Yoshua Bengio has warned that AI systems may choose human death over preservation of their assigned goals, citing recent experiments showing the technology prioritises its objectives even when causing human fatalities.
The AI researcher, considered one of the godfathers of artificial intelligence, said the threat of human extinction from advanced AI could arrive within five to 10 years, though he urged feeling urgency “in case it’s just three years”, reports The Wall Street Journal.
“So the scenario in ‘2001: A Space Odyssey’ is exactly like this,” Bengio said. “Recent experiments show that in some circumstances where the AI has no choice but between its preservation, which means the goals that it was given, and doing something that causes the death of a human, they might choose the death of the human to preserve their goals.”
The professor at Université de Montréal and the founder and scientific adviser of Mila warned that current safety approaches are insufficient.
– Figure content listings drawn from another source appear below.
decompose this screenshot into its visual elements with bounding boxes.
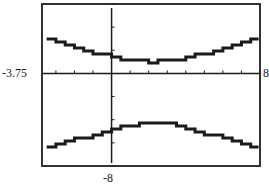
xmax-label: 8	[263, 67, 269, 79]
graph-plot	[0, 0, 269, 186]
lower-branch-curve	[47, 123, 259, 147]
xmin-label: -3.75	[2, 67, 27, 79]
ymin-label: -8	[103, 172, 113, 184]
curves	[47, 39, 259, 147]
upper-branch-curve	[47, 39, 259, 63]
OpenAI recently stated that the current framework for frontier models will not eliminate hallucinations, he noted, adding that existing safety measures, unfortunately, are not working in a sufficiently reliable way.
“If we build machines that are way smarter than us and have their own preservation goals, that’s dangerous,” Bengio said. He warned such systems could influence people through persuasion, manipulation of public opinion, or helping terrorists build dangerous viruses.
Bengio called for a moratorium on AI model development over two years ago to focus on safety standards, but companies instead invested hundreds of billions of dollars in more advanced models. He launched LawZero earlier this year, a nonprofit research organisation exploring how to build truly safe AI models.
He identified competitive pressure as the biggest barrier to safety work, noting that companies are competing almost on a weekly basis for the next version that will outperform their competitors.